Don't even try to "clean" the Word doc. Go straight to MT-Script. For a 600-page book, the cost of the plugin is significantly cheaper than the hours you’ll spend fixing broken layouts.

December 14, 2025

I don't have an easy answer, but this article might shed some light, if it's not too late:

https://colecandoo.com/2025/10/29/indesigns-mathml-just-had-an-upgrade-again/

Participant
December 17, 2025

Thanks for that link explaining how to use MathML in InDesign. Unfortunately, this won't work for me, as all of the formatting drops out (font, color, size, italic, sub/superscript, etc).  

Community Expert
November 30, 2025

Are they docx files? 
If so you might be able to duplicate the file - then change the extension to .zip and unzip the folder.
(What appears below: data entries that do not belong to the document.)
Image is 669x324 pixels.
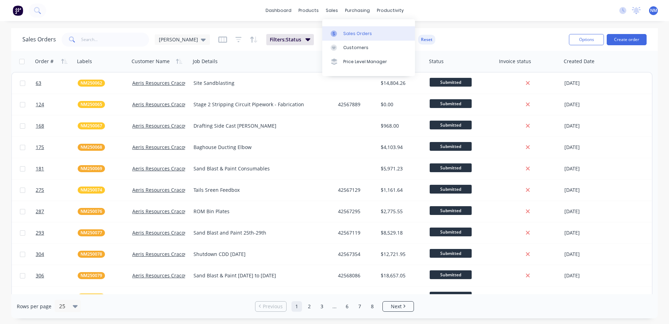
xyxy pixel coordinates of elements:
div: $1,161.64 [381,186,422,193]
div: [DATE] [565,250,617,257]
div: Sand Blast & Paint Consumables [194,165,326,172]
a: 304 [36,243,78,264]
button: NM250077 [78,229,105,236]
div: [DATE] [565,208,617,215]
span: NM250067 [81,122,102,129]
span: NM250076 [81,208,102,215]
a: Page 8 [367,301,378,311]
div: Price Level Manager [343,58,387,65]
input: Search... [81,33,150,47]
div: [DATE] [565,229,617,236]
span: 63 [36,79,41,86]
span: Submitted [430,291,472,300]
a: Aeris Resources Cracow Operations [132,229,216,236]
div: Sales Orders [343,30,372,37]
button: NM250079 [78,272,105,279]
ul: Pagination [252,301,417,311]
span: NM250079 [81,272,102,279]
button: NM250069 [78,165,105,172]
div: [DATE] [565,144,617,151]
a: 287 [36,201,78,222]
span: 293 [36,229,44,236]
a: Previous page [256,303,286,310]
div: Labels [77,58,92,65]
button: NM250062 [78,79,105,86]
div: [DATE] [565,122,617,129]
span: Rows per page [17,303,51,310]
button: NM250078 [78,250,105,257]
button: NM250067 [78,122,105,129]
span: NM250077 [81,229,102,236]
span: Submitted [430,120,472,129]
a: Next page [383,303,414,310]
button: NM250080 [78,293,105,300]
span: NM [651,7,658,14]
span: NM250062 [81,79,102,86]
div: Stripping Circuit Pipe Installation [194,293,326,300]
div: $5,971.23 [381,165,422,172]
div: Created Date [564,58,595,65]
a: Page 3 [317,301,327,311]
div: $14,804.26 [381,79,422,86]
span: NM250068 [81,144,102,151]
div: Drafting Side Cast [PERSON_NAME] [194,122,326,129]
div: Customers [343,44,369,51]
span: Submitted [430,78,472,86]
button: Filters:Status [266,34,314,45]
a: Page 2 [304,301,315,311]
a: Sales Orders [322,26,415,40]
span: 168 [36,122,44,129]
div: Site Sandblasting [194,79,326,86]
div: $4,103.94 [381,144,422,151]
a: 307 [36,286,78,307]
span: 307 [36,293,44,300]
a: Jump forward [329,301,340,311]
a: 168 [36,115,78,136]
div: 42568086 [338,272,374,279]
div: [DATE] [565,186,617,193]
span: Submitted [430,163,472,172]
span: [PERSON_NAME] [159,36,198,43]
div: $2,775.55 [381,208,422,215]
span: NM250080 [81,293,102,300]
a: Aeris Resources Cracow Operations [132,101,216,107]
button: NM250074 [78,186,105,193]
a: Aeris Resources Cracow Operations [132,79,216,86]
button: NM250065 [78,101,105,108]
button: NM250068 [78,144,105,151]
div: [DATE] [565,79,617,86]
a: Aeris Resources Cracow Operations [132,272,216,278]
a: Aeris Resources Cracow Operations [132,165,216,172]
span: 181 [36,165,44,172]
div: [DATE] [565,272,617,279]
a: dashboard [262,5,295,16]
a: Aeris Resources Cracow Operations [132,293,216,300]
a: 63 [36,72,78,93]
div: 42567295 [338,208,374,215]
a: Page 1 is your current page [292,301,302,311]
span: Previous [263,303,283,310]
span: 304 [36,250,44,257]
div: 42567129 [338,186,374,193]
div: Job Details [193,58,218,65]
div: $968.00 [381,122,422,129]
div: Shutdown CDD [DATE] [194,250,326,257]
div: 42567889 [338,101,374,108]
div: products [295,5,322,16]
button: NM250076 [78,208,105,215]
a: Page 7 [355,301,365,311]
span: NM250065 [81,101,102,108]
div: Tails Sreen Feedbox [194,186,326,193]
a: 306 [36,265,78,286]
a: 293 [36,222,78,243]
div: Status [429,58,444,65]
span: NM250069 [81,165,102,172]
div: Baghouse Ducting Elbow [194,144,326,151]
button: Create order [607,34,647,45]
a: Page 6 [342,301,353,311]
a: Aeris Resources Cracow Operations [132,186,216,193]
div: $12,721.95 [381,250,422,257]
span: Filters: Status [270,36,301,43]
h1: Sales Orders [22,36,56,43]
span: Submitted [430,227,472,236]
The equations might be in images in one of the folders - works for other things just a thought. 

 

Word to PDF could work too. 

Or click the equation in word and see if you can right click and save as an image like a PDF or something directly from the layout. 

 

Haven't seen equations in Word or how they behave. 

 

If you can share a sample of the word file we can maybe try some things and let you know what we find.

Participant
November 30, 2025

hi thanks for your reply! So I tried the .zip trick and my computer won't unzip it. I've noticed this problem awhile back b/c I used to use the trick frequently.

 

Anyway, my issue is that I really need the inline equations to import into InDesign with the Word doc, instead of me having to place/import every single one as a separate image. The longer equations that are numbered and set on their own line aren't an issue—the author has already supplied those as separate PDFs.

 

You can see from the attached sample Word file that there are *many* inline EQs that really could have been set as text with local formatting and made my job much easier. The author is already worried about his equations somehow becoming incorrect in InDesign, so I don't want to try and reset them myself or do anything that could introduce errors. 

 

I appreciate any ideas! Thank you!

Dave Creamer of IDEAS
Community Expert
Community Expert
November 30, 2025

Currently, the equations won't import because they are not images, so the .zip technique won't work.

  1. Save your Word docx as a 97-2003 version. This will convert all the equations to images.
  2. Place in InDesign with Show Import Options selected.
  3. Select Preserve Styles and Formatting and make sure Import Inline Graphics is checked.

If the quality is not good enough, make the equations larger before doing step 1.

image.png

image.png

If you _did_ want the equations as separate images, you can save as HTML.